Blaming the car
A concussion, a bad Bentley and a barn bender: Opening arguments in the JohnGoodman trial
Prosecutors and defense attorneys painted two very different pictures about the night of Feb. 10, 2010 in the opening arguments of John Goodman's DUI manslaughter trial in Palm Beach.
What's not under dispute is that John Goodman, a Houston-raised multimillionaire and the founder of the Wellington Polo Club, was out drinking at a charity event and at a bar before getting behind the wheel of his Bentley after midnight. Goodman later ran a stop sign and hit a Hyundai driven by 23-year-old Scott Wilson, knocking his car into a canal where Wilson drowned.
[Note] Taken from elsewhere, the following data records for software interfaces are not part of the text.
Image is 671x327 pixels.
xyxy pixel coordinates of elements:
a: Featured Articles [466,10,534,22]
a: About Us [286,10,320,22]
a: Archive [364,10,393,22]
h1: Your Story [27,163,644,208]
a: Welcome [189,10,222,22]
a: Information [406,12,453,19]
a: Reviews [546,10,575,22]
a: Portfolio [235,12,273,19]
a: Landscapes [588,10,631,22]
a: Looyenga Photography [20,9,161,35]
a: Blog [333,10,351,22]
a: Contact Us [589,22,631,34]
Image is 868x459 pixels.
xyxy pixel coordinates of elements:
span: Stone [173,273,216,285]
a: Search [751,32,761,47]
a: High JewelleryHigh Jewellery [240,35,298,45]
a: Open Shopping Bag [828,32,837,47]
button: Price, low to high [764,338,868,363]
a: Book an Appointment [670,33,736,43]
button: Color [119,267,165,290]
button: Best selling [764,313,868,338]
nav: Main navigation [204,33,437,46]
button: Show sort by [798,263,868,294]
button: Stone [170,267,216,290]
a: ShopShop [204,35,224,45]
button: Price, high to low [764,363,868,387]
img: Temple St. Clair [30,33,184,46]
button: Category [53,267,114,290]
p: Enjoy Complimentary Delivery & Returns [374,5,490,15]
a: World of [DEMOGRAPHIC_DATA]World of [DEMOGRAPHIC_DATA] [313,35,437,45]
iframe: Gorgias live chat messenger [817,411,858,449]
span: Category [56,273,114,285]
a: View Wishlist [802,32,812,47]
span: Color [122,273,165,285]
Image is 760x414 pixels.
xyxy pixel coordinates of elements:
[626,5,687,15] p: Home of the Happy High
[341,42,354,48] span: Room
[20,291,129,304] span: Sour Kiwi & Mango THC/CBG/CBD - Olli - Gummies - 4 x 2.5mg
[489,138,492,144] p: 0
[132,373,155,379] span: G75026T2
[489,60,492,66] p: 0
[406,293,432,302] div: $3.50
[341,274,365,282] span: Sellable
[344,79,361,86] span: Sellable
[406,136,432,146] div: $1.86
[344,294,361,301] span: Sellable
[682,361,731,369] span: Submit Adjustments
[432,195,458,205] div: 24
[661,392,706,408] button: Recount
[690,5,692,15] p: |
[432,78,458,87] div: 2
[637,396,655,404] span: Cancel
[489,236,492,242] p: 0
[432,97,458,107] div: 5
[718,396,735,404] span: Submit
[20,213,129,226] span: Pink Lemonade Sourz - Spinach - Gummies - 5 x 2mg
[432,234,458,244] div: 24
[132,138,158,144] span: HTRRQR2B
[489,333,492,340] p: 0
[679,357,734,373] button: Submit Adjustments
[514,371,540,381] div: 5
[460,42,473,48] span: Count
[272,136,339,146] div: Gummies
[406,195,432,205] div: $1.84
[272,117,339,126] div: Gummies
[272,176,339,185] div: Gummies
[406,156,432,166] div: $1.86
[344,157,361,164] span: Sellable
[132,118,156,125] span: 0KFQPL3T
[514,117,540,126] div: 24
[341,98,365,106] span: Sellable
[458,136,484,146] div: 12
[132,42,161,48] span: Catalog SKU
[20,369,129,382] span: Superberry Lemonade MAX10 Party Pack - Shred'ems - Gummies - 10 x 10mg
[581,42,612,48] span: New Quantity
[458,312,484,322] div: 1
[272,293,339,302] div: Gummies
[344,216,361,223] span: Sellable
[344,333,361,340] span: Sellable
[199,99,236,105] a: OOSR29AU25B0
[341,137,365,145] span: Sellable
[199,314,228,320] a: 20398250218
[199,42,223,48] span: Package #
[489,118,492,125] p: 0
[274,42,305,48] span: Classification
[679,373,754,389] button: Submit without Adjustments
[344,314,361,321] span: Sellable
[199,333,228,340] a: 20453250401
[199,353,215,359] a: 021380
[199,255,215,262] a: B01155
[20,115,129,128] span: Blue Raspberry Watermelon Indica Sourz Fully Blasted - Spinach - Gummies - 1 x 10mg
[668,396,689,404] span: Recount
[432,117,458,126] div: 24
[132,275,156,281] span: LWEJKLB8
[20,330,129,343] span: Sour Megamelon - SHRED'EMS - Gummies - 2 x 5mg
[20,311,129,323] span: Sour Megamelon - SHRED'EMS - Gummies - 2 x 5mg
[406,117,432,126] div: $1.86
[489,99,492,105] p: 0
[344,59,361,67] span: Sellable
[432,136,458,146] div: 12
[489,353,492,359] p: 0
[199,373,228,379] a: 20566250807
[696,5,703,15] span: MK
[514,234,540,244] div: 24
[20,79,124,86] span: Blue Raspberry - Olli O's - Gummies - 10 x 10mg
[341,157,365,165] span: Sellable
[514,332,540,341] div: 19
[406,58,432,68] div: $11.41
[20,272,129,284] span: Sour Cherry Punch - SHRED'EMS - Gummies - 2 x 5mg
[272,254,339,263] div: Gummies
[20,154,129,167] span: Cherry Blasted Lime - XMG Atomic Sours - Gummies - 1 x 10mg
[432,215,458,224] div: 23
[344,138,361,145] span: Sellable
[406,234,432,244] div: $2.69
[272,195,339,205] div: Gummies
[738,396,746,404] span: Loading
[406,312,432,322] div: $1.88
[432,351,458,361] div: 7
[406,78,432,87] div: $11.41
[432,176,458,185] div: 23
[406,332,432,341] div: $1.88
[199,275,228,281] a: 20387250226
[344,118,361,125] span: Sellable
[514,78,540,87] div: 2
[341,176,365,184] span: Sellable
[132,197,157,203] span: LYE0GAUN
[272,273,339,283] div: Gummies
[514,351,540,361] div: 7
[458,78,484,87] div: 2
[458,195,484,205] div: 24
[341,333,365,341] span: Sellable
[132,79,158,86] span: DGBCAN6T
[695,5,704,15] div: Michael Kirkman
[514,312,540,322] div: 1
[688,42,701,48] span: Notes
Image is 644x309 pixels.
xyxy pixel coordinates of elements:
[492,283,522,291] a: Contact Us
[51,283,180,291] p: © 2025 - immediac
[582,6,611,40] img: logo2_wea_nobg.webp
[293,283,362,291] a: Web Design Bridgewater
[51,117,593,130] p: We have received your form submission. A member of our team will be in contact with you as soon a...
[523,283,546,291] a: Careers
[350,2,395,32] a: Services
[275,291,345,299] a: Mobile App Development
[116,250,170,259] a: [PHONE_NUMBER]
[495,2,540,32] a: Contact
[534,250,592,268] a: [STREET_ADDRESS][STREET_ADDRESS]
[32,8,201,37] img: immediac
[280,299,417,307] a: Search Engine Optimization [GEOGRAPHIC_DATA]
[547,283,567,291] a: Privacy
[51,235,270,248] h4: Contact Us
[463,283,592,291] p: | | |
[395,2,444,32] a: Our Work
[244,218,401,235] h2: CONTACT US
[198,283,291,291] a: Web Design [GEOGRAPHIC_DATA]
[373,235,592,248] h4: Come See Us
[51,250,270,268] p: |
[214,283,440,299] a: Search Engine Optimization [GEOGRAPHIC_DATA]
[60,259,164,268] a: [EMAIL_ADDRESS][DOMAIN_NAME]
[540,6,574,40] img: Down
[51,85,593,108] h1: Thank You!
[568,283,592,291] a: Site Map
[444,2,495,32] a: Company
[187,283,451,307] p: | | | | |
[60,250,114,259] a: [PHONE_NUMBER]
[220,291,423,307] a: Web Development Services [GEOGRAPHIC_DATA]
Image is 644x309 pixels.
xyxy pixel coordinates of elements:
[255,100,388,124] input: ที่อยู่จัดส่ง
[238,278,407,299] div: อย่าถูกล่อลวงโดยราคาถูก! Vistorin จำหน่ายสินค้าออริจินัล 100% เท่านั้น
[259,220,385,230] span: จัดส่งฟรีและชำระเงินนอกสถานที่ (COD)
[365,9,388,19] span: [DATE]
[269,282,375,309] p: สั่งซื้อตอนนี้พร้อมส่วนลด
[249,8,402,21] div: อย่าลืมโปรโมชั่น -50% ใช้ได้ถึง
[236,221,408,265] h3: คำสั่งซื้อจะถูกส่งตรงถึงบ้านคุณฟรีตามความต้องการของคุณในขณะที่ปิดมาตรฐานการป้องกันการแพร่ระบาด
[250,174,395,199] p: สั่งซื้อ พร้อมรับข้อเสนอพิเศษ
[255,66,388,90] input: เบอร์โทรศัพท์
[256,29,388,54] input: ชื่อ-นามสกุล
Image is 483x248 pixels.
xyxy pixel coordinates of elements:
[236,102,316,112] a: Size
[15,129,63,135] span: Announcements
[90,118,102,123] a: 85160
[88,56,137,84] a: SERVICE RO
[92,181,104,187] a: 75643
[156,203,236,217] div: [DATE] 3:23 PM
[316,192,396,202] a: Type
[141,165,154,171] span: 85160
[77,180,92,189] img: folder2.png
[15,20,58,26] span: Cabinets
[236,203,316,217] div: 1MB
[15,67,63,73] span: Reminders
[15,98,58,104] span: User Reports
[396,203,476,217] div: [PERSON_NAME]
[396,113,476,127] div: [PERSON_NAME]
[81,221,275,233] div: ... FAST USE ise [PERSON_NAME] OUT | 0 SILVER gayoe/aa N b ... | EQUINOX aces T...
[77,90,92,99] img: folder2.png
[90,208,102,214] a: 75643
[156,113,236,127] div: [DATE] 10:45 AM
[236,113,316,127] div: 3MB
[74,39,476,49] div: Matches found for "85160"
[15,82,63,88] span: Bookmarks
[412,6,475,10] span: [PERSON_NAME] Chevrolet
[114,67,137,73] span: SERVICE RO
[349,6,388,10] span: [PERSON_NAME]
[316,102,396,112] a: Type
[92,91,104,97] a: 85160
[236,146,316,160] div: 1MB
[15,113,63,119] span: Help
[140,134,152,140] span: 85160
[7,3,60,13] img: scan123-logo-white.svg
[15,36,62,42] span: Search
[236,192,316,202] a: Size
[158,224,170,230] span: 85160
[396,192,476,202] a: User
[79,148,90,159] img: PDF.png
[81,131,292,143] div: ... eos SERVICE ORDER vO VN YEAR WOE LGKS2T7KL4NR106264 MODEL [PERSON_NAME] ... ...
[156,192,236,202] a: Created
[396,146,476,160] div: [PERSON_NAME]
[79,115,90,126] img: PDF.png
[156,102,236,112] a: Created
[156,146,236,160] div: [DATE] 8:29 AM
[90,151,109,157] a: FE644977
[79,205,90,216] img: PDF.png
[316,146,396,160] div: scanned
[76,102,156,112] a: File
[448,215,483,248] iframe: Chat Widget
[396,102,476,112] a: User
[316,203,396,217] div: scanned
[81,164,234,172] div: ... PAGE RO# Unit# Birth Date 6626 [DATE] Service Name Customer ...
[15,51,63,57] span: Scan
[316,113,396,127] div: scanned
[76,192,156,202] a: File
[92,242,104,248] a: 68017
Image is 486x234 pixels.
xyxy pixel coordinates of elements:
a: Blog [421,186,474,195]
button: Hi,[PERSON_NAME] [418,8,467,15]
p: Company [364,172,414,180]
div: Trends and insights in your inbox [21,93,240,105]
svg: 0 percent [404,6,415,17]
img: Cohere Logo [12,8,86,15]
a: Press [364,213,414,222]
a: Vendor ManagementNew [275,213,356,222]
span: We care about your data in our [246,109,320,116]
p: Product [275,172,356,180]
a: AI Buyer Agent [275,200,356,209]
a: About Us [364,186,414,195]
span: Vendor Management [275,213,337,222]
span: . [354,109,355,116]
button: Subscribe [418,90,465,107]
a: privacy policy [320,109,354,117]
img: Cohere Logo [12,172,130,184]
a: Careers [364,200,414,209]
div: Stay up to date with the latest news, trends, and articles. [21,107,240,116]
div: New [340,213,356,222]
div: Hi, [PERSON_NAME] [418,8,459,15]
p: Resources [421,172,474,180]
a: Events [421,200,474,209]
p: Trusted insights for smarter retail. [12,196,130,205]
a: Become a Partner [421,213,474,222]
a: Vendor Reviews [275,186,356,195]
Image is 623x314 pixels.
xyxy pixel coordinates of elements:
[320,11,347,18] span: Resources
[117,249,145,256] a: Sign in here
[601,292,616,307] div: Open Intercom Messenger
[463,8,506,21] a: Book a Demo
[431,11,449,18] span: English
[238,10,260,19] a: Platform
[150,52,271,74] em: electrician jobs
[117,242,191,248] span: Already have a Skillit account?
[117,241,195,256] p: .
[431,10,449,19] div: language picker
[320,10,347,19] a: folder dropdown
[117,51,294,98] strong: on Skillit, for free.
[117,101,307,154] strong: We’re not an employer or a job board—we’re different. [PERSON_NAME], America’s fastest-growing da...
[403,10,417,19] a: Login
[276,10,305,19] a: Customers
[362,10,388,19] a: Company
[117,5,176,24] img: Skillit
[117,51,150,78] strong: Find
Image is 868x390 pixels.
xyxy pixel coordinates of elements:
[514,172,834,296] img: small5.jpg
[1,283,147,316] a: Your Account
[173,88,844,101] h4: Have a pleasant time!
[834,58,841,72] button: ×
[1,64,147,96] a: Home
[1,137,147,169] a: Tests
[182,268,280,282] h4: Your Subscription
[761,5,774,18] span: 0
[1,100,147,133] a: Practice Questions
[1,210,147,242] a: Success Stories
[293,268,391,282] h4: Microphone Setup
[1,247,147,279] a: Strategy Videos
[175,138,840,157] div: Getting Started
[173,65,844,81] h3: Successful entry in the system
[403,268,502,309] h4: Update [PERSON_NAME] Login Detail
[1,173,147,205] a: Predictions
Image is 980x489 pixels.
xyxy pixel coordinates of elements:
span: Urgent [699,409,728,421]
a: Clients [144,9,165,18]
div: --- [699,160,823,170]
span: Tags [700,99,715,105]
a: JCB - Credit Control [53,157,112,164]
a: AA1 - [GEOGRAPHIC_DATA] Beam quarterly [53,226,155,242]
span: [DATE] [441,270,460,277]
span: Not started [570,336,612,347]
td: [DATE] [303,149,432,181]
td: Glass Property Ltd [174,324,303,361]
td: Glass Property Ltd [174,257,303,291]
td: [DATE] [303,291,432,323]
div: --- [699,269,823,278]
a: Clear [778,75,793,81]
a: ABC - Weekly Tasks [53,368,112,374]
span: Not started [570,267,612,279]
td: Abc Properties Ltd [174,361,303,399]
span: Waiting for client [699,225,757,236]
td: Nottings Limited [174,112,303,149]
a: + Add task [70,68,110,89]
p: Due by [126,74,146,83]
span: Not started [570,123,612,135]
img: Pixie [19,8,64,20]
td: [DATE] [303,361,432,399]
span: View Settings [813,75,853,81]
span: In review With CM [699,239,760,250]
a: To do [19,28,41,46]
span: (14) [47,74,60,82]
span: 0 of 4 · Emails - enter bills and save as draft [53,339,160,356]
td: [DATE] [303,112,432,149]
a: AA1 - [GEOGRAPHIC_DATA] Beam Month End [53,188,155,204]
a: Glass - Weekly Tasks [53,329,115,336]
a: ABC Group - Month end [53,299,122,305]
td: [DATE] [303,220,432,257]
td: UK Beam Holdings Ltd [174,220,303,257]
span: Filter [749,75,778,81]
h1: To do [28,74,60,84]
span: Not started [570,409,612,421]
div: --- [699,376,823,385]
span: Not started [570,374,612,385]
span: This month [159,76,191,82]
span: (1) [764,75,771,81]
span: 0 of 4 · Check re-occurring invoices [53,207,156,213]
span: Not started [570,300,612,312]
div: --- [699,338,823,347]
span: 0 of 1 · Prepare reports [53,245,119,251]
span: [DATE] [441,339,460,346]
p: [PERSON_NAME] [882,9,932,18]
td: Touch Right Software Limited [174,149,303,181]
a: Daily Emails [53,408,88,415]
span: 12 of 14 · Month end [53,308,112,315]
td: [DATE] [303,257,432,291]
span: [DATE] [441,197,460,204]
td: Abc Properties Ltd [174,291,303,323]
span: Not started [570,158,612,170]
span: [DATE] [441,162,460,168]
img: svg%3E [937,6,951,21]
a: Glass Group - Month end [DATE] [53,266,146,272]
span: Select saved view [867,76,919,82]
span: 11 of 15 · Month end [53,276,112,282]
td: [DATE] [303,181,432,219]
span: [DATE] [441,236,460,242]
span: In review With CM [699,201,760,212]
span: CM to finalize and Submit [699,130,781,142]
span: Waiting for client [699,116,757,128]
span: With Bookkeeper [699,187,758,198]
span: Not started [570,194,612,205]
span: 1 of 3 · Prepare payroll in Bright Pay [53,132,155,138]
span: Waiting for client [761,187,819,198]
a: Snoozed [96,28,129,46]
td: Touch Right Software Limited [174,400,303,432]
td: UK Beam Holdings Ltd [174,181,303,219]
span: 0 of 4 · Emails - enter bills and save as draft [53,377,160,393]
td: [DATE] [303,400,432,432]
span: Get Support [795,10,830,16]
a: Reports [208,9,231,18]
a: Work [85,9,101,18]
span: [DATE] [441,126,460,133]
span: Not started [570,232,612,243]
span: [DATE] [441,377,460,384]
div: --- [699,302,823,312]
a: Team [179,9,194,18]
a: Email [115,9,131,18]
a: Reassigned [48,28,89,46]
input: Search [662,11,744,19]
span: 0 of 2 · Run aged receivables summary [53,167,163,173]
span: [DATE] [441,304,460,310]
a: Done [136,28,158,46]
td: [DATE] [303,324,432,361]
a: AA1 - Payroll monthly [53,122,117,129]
Goodman did not render aid at the accident and did not call 9-1-1 for over an hour.
Stepping up first, prosecutors led by Assistant State Attorney Ellen Roberts tallied Goodman's $212 bar tab, which included Irish car bombs (a shot of Jaegermister dropped into a pint of Guinness), rounds of tequila shots, a drink called a "mind eraser" and a vodka-soda. Roberts said that according to Goodman's blood alcohol level taken after the crash, he'd had the equivalent of 16 to 18 drinks.
Roberts also mentions several damaging statements from Goodman to witnesses the night of the murder, from telling his girlfriend that he'd "fucked up," mentioning that he'd had a few drinks to the woman whose phone he'd borrowed, and even telling the 9-1-1 dispatcher that he "just didn't see" the other car.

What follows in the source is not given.